Possibility 2: small datasets
If you are getting a negative R^2, you could also check for over fitting. Keep in mind that cross_validation.cross_val_score() does not randomly shuffle your inputs, so if your sample are inadvertently sorted (by date for example) then you might build models on each fold that are not predictive for the other folds.

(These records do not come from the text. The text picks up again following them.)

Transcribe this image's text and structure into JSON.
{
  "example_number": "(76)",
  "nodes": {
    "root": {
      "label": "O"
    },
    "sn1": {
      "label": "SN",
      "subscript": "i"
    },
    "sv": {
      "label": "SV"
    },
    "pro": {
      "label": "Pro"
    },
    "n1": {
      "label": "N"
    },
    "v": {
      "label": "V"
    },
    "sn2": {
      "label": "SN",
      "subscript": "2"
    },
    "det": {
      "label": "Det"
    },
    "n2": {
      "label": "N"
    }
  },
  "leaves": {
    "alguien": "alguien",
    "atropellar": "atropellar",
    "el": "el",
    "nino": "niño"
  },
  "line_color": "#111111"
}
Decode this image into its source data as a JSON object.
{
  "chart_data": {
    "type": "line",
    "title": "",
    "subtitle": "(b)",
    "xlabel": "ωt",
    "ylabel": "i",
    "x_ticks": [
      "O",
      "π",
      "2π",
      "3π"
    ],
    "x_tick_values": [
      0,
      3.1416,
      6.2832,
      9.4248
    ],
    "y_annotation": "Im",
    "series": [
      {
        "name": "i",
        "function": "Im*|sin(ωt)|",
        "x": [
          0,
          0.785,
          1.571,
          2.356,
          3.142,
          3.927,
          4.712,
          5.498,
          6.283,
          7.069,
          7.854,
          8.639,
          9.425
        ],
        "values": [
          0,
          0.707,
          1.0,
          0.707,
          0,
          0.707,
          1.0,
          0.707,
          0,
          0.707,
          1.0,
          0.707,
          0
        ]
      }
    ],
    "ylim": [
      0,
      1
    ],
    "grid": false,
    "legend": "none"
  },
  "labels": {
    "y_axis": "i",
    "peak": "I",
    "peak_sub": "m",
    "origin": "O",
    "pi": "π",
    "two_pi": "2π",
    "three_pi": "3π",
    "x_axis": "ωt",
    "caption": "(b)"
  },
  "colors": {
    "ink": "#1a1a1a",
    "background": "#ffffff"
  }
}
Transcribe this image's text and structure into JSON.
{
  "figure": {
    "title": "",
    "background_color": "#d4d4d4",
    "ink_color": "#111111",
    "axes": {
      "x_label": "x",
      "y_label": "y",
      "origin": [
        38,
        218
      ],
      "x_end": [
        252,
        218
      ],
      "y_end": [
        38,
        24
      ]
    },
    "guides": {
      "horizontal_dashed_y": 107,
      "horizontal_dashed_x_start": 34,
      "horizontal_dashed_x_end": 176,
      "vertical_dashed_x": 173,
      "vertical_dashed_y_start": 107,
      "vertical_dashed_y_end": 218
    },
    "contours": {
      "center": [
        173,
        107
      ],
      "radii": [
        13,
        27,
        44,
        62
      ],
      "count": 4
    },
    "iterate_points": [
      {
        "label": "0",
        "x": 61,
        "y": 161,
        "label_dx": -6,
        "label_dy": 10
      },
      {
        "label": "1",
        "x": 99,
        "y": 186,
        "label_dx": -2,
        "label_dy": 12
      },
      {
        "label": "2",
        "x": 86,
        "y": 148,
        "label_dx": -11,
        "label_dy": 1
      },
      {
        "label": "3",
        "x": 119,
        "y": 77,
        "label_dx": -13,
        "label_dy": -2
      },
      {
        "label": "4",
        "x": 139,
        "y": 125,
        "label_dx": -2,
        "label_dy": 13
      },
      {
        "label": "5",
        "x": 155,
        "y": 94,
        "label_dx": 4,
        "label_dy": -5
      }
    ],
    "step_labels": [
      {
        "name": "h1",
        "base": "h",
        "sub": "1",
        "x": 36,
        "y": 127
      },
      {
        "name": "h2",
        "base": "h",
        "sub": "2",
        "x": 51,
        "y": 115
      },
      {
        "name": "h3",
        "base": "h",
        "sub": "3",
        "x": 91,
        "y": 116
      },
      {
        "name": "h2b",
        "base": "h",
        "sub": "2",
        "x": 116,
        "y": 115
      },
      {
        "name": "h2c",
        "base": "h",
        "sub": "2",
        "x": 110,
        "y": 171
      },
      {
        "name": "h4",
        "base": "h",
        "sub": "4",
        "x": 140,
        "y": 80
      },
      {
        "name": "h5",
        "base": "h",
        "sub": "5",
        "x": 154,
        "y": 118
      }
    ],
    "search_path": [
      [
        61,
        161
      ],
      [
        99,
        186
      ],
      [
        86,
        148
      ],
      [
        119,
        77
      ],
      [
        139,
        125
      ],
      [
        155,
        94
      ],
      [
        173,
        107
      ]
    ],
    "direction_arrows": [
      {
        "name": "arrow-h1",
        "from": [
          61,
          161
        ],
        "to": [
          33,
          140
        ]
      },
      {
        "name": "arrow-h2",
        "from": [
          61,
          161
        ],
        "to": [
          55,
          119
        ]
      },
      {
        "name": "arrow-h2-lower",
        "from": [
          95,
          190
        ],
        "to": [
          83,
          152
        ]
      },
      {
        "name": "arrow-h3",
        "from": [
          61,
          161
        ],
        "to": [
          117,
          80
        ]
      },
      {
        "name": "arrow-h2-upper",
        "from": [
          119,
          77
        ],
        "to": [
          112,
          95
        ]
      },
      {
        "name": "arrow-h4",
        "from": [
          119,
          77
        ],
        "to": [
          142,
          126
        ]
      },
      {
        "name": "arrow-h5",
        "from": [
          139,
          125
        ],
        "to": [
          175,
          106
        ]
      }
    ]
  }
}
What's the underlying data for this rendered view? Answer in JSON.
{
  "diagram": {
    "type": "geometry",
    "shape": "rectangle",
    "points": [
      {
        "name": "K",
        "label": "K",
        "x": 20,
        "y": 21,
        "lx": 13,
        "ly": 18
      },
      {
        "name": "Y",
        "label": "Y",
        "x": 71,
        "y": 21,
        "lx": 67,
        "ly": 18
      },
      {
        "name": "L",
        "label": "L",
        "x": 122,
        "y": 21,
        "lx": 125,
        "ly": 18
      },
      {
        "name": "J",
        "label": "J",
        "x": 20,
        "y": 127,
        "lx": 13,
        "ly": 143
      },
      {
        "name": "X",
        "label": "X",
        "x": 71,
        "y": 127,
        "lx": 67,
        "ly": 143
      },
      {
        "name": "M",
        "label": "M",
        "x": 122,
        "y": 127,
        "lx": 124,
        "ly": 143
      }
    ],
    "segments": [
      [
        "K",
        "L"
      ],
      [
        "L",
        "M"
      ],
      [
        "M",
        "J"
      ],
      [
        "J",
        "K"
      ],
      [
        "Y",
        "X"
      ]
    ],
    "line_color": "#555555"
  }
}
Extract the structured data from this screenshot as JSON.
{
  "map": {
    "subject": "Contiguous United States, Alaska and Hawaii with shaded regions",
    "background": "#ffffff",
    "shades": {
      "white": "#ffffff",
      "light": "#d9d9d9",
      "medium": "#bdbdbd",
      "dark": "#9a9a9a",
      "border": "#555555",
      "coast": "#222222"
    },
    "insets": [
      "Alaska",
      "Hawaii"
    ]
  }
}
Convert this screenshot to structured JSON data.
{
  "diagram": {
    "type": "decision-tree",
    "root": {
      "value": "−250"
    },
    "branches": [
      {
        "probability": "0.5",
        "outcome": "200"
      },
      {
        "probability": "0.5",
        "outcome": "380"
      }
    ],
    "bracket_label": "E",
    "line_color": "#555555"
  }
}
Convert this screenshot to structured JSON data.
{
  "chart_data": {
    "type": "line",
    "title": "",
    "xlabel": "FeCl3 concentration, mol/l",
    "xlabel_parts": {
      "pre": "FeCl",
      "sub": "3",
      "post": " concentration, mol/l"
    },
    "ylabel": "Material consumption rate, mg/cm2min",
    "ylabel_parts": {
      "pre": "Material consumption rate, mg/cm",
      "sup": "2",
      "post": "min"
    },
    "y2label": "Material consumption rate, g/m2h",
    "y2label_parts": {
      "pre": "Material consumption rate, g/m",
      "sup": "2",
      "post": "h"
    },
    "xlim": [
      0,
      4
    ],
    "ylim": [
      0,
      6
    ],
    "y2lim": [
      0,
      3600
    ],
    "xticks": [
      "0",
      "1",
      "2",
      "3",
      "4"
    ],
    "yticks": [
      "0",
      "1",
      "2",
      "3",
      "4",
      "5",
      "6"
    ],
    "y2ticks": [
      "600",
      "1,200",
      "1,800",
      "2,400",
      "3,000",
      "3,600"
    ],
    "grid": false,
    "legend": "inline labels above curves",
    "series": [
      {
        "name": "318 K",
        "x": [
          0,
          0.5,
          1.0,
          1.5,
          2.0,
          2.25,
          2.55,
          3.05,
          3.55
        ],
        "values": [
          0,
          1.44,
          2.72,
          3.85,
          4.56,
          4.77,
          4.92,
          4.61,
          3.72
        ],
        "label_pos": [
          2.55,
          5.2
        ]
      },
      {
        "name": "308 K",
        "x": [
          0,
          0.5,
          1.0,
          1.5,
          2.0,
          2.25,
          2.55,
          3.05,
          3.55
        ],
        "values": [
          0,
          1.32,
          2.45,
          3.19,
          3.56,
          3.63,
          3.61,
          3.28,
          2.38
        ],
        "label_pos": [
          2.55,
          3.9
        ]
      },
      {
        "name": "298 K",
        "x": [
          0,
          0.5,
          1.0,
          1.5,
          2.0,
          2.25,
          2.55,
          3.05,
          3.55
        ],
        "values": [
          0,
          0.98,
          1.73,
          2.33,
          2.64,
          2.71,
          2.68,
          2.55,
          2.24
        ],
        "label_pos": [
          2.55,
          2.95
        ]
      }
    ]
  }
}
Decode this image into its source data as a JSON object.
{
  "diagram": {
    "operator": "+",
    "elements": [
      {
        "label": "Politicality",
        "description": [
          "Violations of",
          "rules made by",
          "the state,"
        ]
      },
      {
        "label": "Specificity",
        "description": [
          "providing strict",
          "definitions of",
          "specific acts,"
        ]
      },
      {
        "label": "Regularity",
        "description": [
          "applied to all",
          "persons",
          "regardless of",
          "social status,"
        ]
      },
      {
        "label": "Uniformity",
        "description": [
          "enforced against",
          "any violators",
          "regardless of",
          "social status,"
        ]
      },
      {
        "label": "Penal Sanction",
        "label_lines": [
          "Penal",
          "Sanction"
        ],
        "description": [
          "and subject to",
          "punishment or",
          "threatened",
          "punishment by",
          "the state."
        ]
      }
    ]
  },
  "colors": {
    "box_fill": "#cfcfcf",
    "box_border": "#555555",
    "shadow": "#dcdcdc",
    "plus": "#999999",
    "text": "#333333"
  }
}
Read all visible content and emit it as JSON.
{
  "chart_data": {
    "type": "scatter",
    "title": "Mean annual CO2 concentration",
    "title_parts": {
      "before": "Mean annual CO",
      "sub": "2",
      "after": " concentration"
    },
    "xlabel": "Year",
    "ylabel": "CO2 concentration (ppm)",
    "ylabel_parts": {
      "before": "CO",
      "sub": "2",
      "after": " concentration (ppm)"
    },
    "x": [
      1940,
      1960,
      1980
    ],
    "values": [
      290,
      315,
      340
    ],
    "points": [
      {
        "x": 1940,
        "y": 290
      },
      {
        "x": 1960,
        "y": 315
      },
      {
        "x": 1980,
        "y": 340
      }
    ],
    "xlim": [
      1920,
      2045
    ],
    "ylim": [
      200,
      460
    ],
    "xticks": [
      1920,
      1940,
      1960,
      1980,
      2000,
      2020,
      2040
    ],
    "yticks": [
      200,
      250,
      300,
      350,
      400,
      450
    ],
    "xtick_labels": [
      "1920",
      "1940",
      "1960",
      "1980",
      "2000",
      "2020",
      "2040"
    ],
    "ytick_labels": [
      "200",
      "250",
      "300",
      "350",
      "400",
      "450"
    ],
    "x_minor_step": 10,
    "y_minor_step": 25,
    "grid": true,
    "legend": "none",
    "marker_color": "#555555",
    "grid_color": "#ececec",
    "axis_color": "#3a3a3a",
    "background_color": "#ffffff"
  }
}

Try reducing the number of features, increasing the number samples, and decreasing the number of folds (if you are using cross_validation). While there is no official rule here, your m x n dataset (where m is the number of samples and n is the number of features) should be of a shape where
m > n^2
and when you using cross validation with f as the number of folds, you should aim for
m/f > n^2
R² = 1 - RSS / TSS, where RSS is the residual sum of squares ∑(y - f(x))² and TSS is the total sum of squares ∑(y - mean(y))². Now for R² ≥ -1, it is required that RSS/TSS ≤ 2, but it's easy to construct a model and dataset for which this is not true:
>>> x = np.arange(50, dtype=float)
>>> y = x
>>> def f(x): return -100
...
>>> rss = np.sum((y - f(x)) ** 2)
>>> tss = np.sum((y - y.mean()) ** 2)
>>> 1 - rss / tss
-74.430972388955581
If you are getting negative regression r^2 scores, make sure to remove any unique identifier (e.g. "id" or "rownum") from your dataset before fitting/scoring the model. Simple check, but it'll save you some headache time.